“theologian”

…from Mountain of Silence:

“We lost the knowledge of God,” he [Fr. Maximos] went on to say, “at the moment when we transformed the Ecclesia from experience into theology, from a living reality into moralistic principles, good values, and high ideals. When that happened,” Father Maximos said humorously, “we became like tin cans with nothing inside.”
There was passion in Father Maximos’ words. I still recall an incident when he jokingly rebuked a group of young theologians who introduced themselves as “theologians.” “To call yourselves theologians,” he teased them, “means that you have become graced by the knowledge of God, like Saint John the Theologian or Saint Basil the Great. Have you? Can you truly call yourselves theologians because you just read some books and earned a degree in so-called ‘theology’? Don’t you think this is rather presumptuous on your part?” Father Maximos offered them a lesson that day on the difference between knowing God through theology courses and knowing God through the heart. He told them that a poor and humble peasant may become a saint as a result of arduous spiritual practices and ceaseless prayer, and therefore have knowledge of God, whereas a scholar who publishes volumes on theology but who is proud because of his worldly achievements may be completely ignorant of God.


When I first came across this type of thinking, I was literally knocked on my ass. All of my Christian life I had believed that the way to come to know God was to study, study, pray, and then study more. The cornerstone of my religion was the Bible and it of course needed to be properly understood and interpreted – which of course requires study, study, prayer, and more study. And then I think I read in one of Bp. Ware’s books that a theologian in the Eastern Tradition is not one who is necessarily highly studied, but rather the one who PRAYS.

Father Maximos also said: “There is only one form of education: to know and love God.”

Well folks it ain’t found in books and it ain’t found in the eye of the senses or the eye of reason.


## What the exercise asks
From the records below, state how many lines include the word "Action", giving only that number.

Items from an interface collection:
'''

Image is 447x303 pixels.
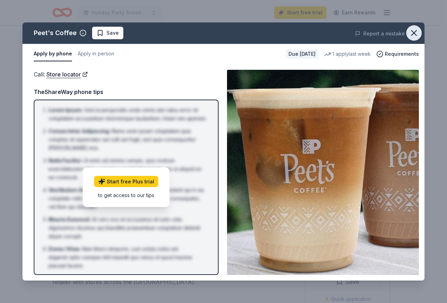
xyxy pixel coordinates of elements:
li: At vero eos et accusamus et iusto odio dignissimos ducimus qui blanditiis praesentium voluptatum ... [48,216,208,241]
li: Sed ut perspiciatis unde omnis iste natus error sit voluptatem accusantium doloremque laudantium,... [48,106,208,123]
div: TheShareWay phone tips [34,87,218,97]
button: Requirements [376,50,419,58]
button: Apply by phone [34,47,72,61]
li: Ut enim ad minima veniam, quis nostrum exercitationem ullam corporis suscipit laboriosam, nisi ut... [48,157,208,182]
button: Report a mistake [355,29,404,38]
li: Nam libero tempore, cum soluta nobis est eligendi optio cumque nihil impedit quo minus id quod ma... [48,245,208,270]
button: Save [92,27,123,39]
div: 1 apply last week [324,50,370,58]
span: Lorem Ipsum : [48,107,83,113]
span: Consectetur Adipiscing : [48,128,110,134]
button: Apply in person [78,47,114,61]
div: to get access to our tips [94,191,158,199]
div: Peet's Coffee [34,27,77,39]
li: Nemo enim ipsam voluptatem quia voluptas sit aspernatur aut odit aut fugit, sed quia consequuntur... [48,127,208,152]
a: Store locator [46,70,88,79]
li: Quis autem vel eum iure reprehenderit qui in ea voluptate velit esse [PERSON_NAME] nihil molestia... [48,186,208,211]
img: Image for Peet's Coffee [227,70,419,275]
span: Requirements [384,50,419,58]
span: Donec Vitae : [48,246,81,252]
span: Nulla Facilisi : [48,158,82,164]
div: Call : [34,70,218,79]
a: Start free Plus trial [94,176,158,187]
span: Vestibulum Ante : [48,187,92,193]
div: Due [DATE] [285,49,318,59]
span: Mauris Euismod : [48,217,91,223]
span: Save [106,29,119,37]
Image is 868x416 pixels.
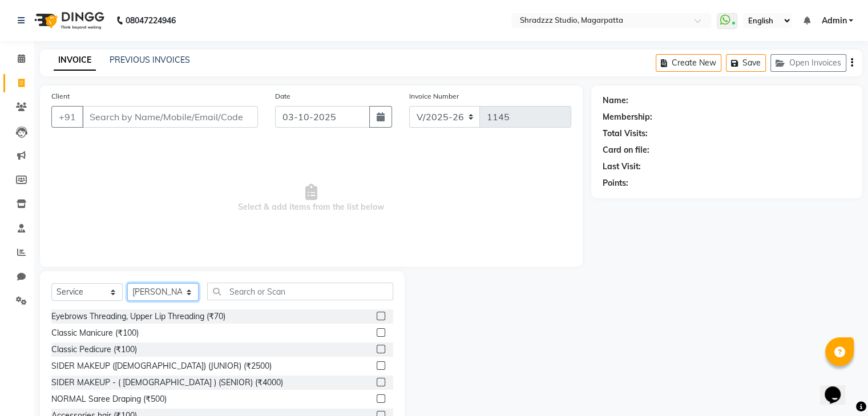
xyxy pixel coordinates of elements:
a: PREVIOUS INVOICES [110,55,190,65]
div: Classic Manicure (₹100) [52,327,139,339]
span: Select & add items from the list below [52,141,571,255]
div: Classic Pedicure (₹100) [52,344,137,356]
iframe: chat widget [820,370,857,405]
div: Total Visits: [603,128,648,140]
img: logo [29,5,107,37]
div: SIDER MAKEUP - ( [DEMOGRAPHIC_DATA] ) (SENIOR) (₹4000) [52,377,283,389]
button: Create New [656,54,721,72]
div: NORMAL Saree Draping (₹500) [52,393,167,405]
label: Date [275,91,290,101]
div: Last Visit: [603,161,641,173]
button: Open Invoices [770,54,846,72]
b: 08047224946 [125,5,176,37]
span: Admin [821,15,846,27]
div: Membership: [603,111,652,123]
div: Card on file: [603,144,650,156]
div: SIDER MAKEUP ([DEMOGRAPHIC_DATA]) (JUNIOR) (₹2500) [52,360,272,372]
label: Client [52,91,70,101]
input: Search or Scan [207,283,393,300]
label: Invoice Number [409,91,459,101]
input: Search by Name/Mobile/Email/Code [82,106,258,128]
div: Points: [603,177,628,189]
div: Name: [603,95,628,107]
a: INVOICE [53,50,96,71]
button: +91 [52,106,83,128]
button: Save [726,54,766,72]
div: Eyebrows Threading, Upper Lip Threading (₹70) [52,311,226,322]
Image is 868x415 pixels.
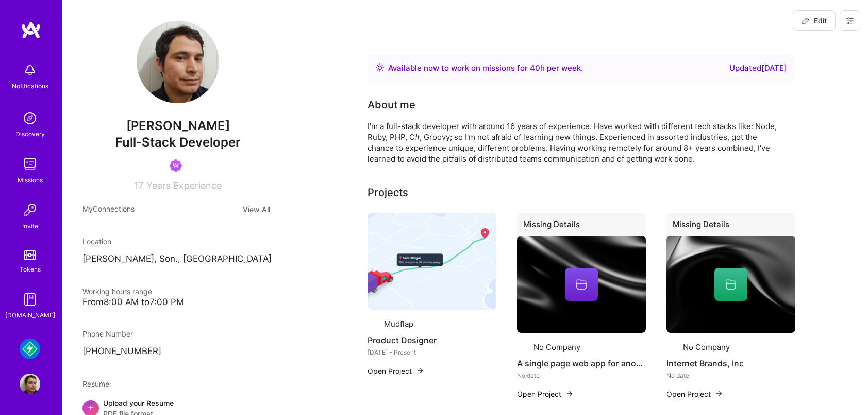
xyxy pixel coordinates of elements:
[667,236,796,333] img: cover
[17,374,43,394] a: User Avatar
[534,342,581,352] div: No Company
[24,250,36,260] img: tokens
[715,390,723,398] img: arrow-right
[376,63,384,72] img: Availability
[19,154,40,174] img: teamwork
[367,212,497,309] img: Product Designer
[5,309,55,320] div: [DOMAIN_NAME]
[83,287,152,296] span: Working hours range
[83,379,109,388] span: Resume
[667,341,679,353] img: Company logo
[517,341,530,353] img: Company logo
[22,220,38,231] div: Invite
[19,289,40,309] img: guide book
[566,390,574,398] img: arrow-right
[134,180,144,191] span: 17
[88,401,94,412] span: +
[416,366,424,375] img: arrow-right
[21,21,41,39] img: logo
[83,118,274,133] span: [PERSON_NAME]
[384,319,413,330] div: Mudflap
[517,212,646,240] div: Missing Details
[730,62,787,74] div: Updated [DATE]
[136,21,219,103] img: User Avatar
[19,108,40,128] img: discovery
[667,388,723,399] button: Open Project
[367,185,408,200] div: Projects
[517,236,646,333] img: cover
[17,174,43,185] div: Missions
[83,203,135,215] span: My Connections
[116,135,241,150] span: Full-Stack Developer
[667,357,796,370] h4: Internet Brands, Inc
[240,203,274,215] button: View All
[793,10,836,31] button: Edit
[802,16,827,26] span: Edit
[367,365,424,376] button: Open Project
[19,339,40,359] img: Mudflap: Fintech for Trucking
[367,318,380,330] img: Company logo
[388,62,583,74] div: Available now to work on missions for h per week .
[83,253,274,265] p: [PERSON_NAME], Son., [GEOGRAPHIC_DATA]
[17,339,43,359] a: Mudflap: Fintech for Trucking
[169,159,182,172] img: Been on Mission
[517,357,646,370] h4: A single page web app for anonymous voting with gamification and reporting data.
[667,212,796,240] div: Missing Details
[530,63,540,73] span: 40
[83,236,274,247] div: Location
[367,333,497,347] h4: Product Designer
[16,128,45,139] div: Discovery
[683,342,730,352] div: No Company
[367,97,416,113] div: About me
[517,388,574,399] button: Open Project
[83,297,274,308] div: From 8:00 AM to 7:00 PM
[146,180,222,191] span: Years Experience
[19,374,40,394] img: User Avatar
[367,347,497,357] div: [DATE] - Present
[83,330,133,338] span: Phone Number
[517,370,646,381] div: No date
[12,80,49,91] div: Notifications
[667,370,796,381] div: No date
[19,60,40,80] img: bell
[367,121,780,164] div: I'm a full-stack developer with around 16 years of experience. Have worked with different tech st...
[19,264,41,275] div: Tokens
[19,200,40,220] img: Invite
[83,345,274,357] p: [PHONE_NUMBER]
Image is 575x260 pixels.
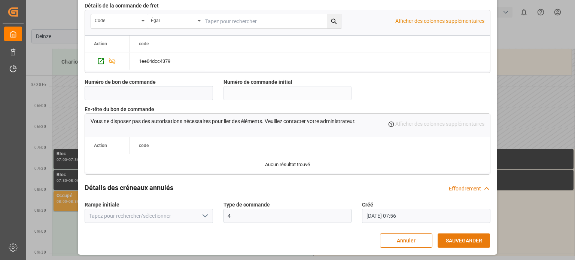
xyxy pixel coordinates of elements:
button: ouvrir le menu [147,14,203,28]
button: ouvrir le menu [199,211,210,222]
font: Numéro de bon de commande [85,79,156,85]
font: Numéro de commande initial [224,79,293,85]
input: JJ.MM.AAAA HH:MM [362,209,491,223]
input: Tapez pour rechercher/sélectionner [85,209,213,223]
font: En-tête du bon de commande [85,106,154,112]
font: Détails de la commande de fret [85,3,159,9]
font: Vous ne disposez pas des autorisations nécessaires pour lier des éléments. Veuillez contacter vot... [91,118,356,124]
button: ouvrir le menu [91,14,147,28]
font: Type de commande [224,202,270,208]
font: Afficher des colonnes supplémentaires [396,18,485,24]
font: Action [94,41,107,46]
font: Effondrement [449,186,481,192]
font: Détails des créneaux annulés [85,184,173,192]
font: SAUVEGARDER [446,238,483,244]
font: Rampe initiale [85,202,120,208]
font: Annuler [397,238,416,244]
input: Tapez pour rechercher [203,14,341,28]
font: Action [94,143,107,148]
font: code [139,41,149,46]
font: code [139,143,149,148]
div: Appuyez sur ESPACE pour sélectionner cette ligne. [130,52,205,70]
div: Appuyez sur ESPACE pour sélectionner cette ligne. [85,52,130,70]
font: 1ee04dcc4379 [139,58,170,64]
button: Annuler [380,234,433,248]
font: code [95,18,105,23]
button: bouton de recherche [327,14,341,28]
font: Égal [151,18,160,23]
font: Créé [362,202,373,208]
button: SAUVEGARDER [438,234,490,248]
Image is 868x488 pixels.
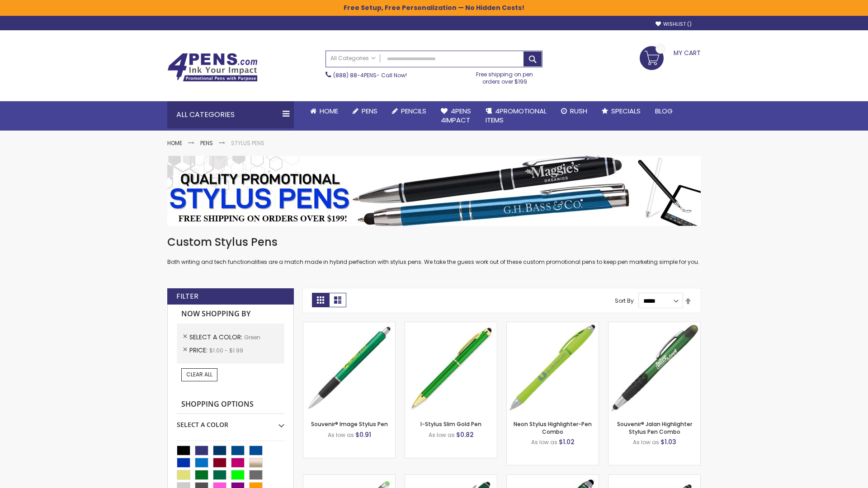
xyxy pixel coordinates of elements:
[320,106,338,116] span: Home
[531,438,557,446] span: As low as
[553,101,594,121] a: Rush
[209,347,243,354] span: $1.00 - $1.99
[507,322,598,413] img: Neon Stylus Highlighter-Pen Combo-Green
[559,437,575,446] span: $1.02
[433,101,478,131] a: 4Pens4impact
[303,474,395,482] a: Islander Softy Gel with Stylus - ColorJet Imprint-Green
[615,297,633,305] label: Sort By
[420,420,481,427] a: I-Stylus Slim Gold Pen
[181,368,217,381] a: Clear All
[611,106,640,116] span: Specials
[333,71,377,79] a: (888) 88-4PENS
[647,101,680,121] a: Blog
[303,101,345,121] a: Home
[655,106,672,116] span: Blog
[594,101,647,121] a: Specials
[478,101,553,131] a: 4PROMOTIONALITEMS
[401,106,426,116] span: Pencils
[513,420,591,434] a: Neon Stylus Highlighter-Pen Combo
[200,139,213,147] a: Pens
[231,139,264,147] strong: Stylus Pens
[312,292,329,307] strong: Grid
[190,346,209,355] span: Price
[167,139,182,147] a: Home
[167,234,700,249] h1: Custom Stylus Pens
[608,322,700,413] img: Souvenir® Jalan Highlighter Stylus Pen Combo-Green
[385,101,433,121] a: Pencils
[617,420,692,434] a: Souvenir® Jalan Highlighter Stylus Pen Combo
[311,420,387,427] a: Souvenir® Image Stylus Pen
[633,438,659,446] span: As low as
[507,321,598,329] a: Neon Stylus Highlighter-Pen Combo-Green
[190,333,244,341] span: Select A Color
[244,334,260,341] span: Green
[608,474,700,482] a: Colter Stylus Twist Metal Pen-Green
[303,321,395,329] a: Souvenir® Image Stylus Pen-Green
[405,321,496,329] a: I-Stylus Slim Gold-Green
[326,51,380,66] a: All Categories
[177,305,285,323] strong: Now Shopping by
[186,370,213,378] span: Clear All
[167,101,293,128] div: All Categories
[328,431,354,438] span: As low as
[345,101,385,121] a: Pens
[441,106,471,125] span: 4Pens 4impact
[333,71,407,79] span: - Call Now!
[330,54,375,61] span: All Categories
[167,53,257,82] img: 4Pens Custom Pens and Promotional Products
[405,322,496,413] img: I-Stylus Slim Gold-Green
[570,106,587,116] span: Rush
[467,68,543,85] div: Free shipping on pen orders over $199
[303,322,395,413] img: Souvenir® Image Stylus Pen-Green
[429,431,455,438] span: As low as
[655,21,691,27] a: Wishlist
[507,474,598,482] a: Kyra Pen with Stylus and Flashlight-Green
[608,321,700,329] a: Souvenir® Jalan Highlighter Stylus Pen Combo-Green
[167,234,700,266] div: Both writing and tech functionalities are a match made in hybrid perfection with stylus pens. We ...
[485,106,546,125] span: 4PROMOTIONAL ITEMS
[167,155,700,226] img: Stylus Pens
[456,430,474,439] span: $0.82
[177,291,199,301] strong: Filter
[355,430,371,439] span: $0.91
[362,106,378,116] span: Pens
[177,395,285,414] strong: Shopping Options
[405,474,496,482] a: Custom Soft Touch® Metal Pens with Stylus-Green
[661,437,676,446] span: $1.03
[177,413,285,429] div: Select A Color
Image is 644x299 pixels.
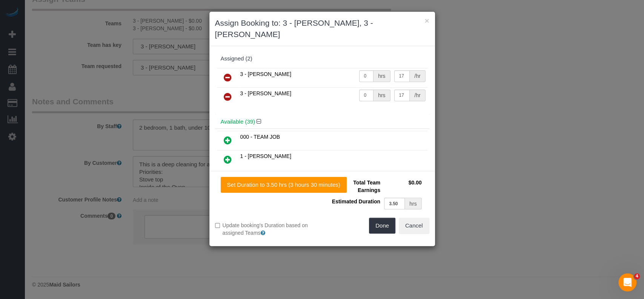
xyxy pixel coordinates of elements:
button: Done [369,218,395,234]
h3: Assign Booking to: 3 - [PERSON_NAME], 3 - [PERSON_NAME] [215,17,429,40]
span: 000 - TEAM JOB [240,134,280,140]
div: hrs [405,198,421,209]
button: Set Duration to 3.50 hrs (3 hours 30 minutes) [221,177,347,193]
h4: Available (39) [221,118,424,125]
span: 1 - [PERSON_NAME] [240,153,291,159]
td: Total Team Earnings [328,177,382,196]
div: /hr [409,70,425,82]
td: $0.00 [382,177,424,196]
div: Assigned (2) [221,56,424,62]
iframe: Intercom live chat [618,273,636,291]
label: Update booking's Duration based on assigned Teams [215,221,316,236]
span: Estimated Duration [332,198,380,205]
input: Update booking's Duration based on assigned Teams [215,223,220,228]
span: 3 - [PERSON_NAME] [240,90,291,96]
span: 4 [634,273,640,279]
button: × [425,17,429,25]
div: hrs [374,90,390,101]
div: hrs [374,70,390,82]
div: /hr [409,90,425,101]
span: 3 - [PERSON_NAME] [240,71,291,77]
button: Cancel [398,218,429,234]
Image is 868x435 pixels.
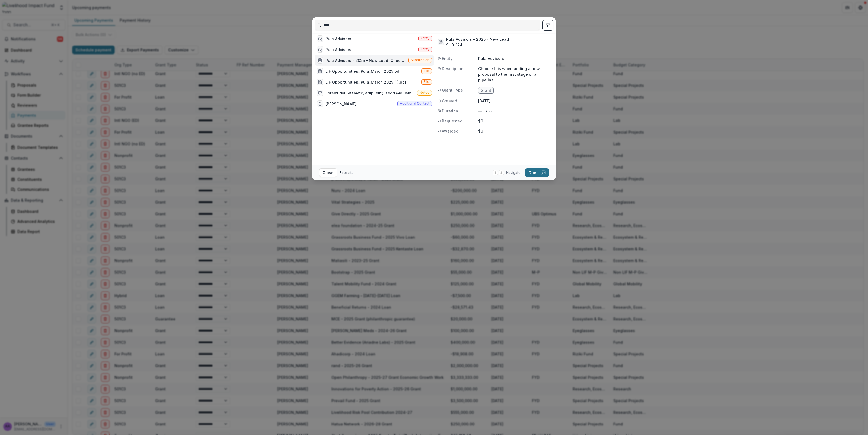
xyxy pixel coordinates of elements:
[446,42,509,48] h3: SUB-124
[478,56,552,61] p: Pula Advisors
[326,46,351,52] div: Pula Advisors
[478,65,552,83] p: Choose this when adding a new proposal to the first stage of a pipeline.
[478,98,552,104] p: [DATE]
[506,170,521,175] span: Navigate
[421,47,429,51] span: Entity
[478,108,482,114] p: --
[326,36,351,41] div: Pula Advisors
[424,80,429,84] span: File
[542,20,553,30] button: toggle filters
[525,168,549,177] button: Open
[326,90,415,96] div: Loremi dol Sitametc, adipi elit@sedd @eiusmo tem inci utla etd magnaaliqu 86 enima min, veniamq n...
[319,168,337,177] button: Close
[342,170,353,174] span: results
[421,36,429,40] span: Entity
[339,170,342,174] span: 7
[400,102,429,106] span: Additional contact
[410,58,429,62] span: Submission
[442,87,463,93] span: Grant Type
[478,118,552,124] p: $0
[424,69,429,73] span: File
[446,36,509,42] h3: Pula Advisors - 2025 - New Lead
[442,118,463,124] span: Requested
[420,91,429,95] span: Notes
[442,56,452,61] span: Entity
[480,88,491,93] span: Grant
[442,128,459,134] span: Awarded
[478,128,552,134] p: $0
[326,57,406,63] div: Pula Advisors - 2025 - New Lead (Choose this when adding a new proposal to the first stage of a p...
[488,108,492,114] p: --
[326,101,357,107] div: [PERSON_NAME]
[326,79,406,85] div: LIF Opportunities_ Pula_March 2025 (1).pdf
[442,108,458,114] span: Duration
[442,65,463,71] span: Description
[326,68,401,74] div: LIF Opportunities_ Pula_March 2025.pdf
[442,98,457,104] span: Created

'''

## Task response
2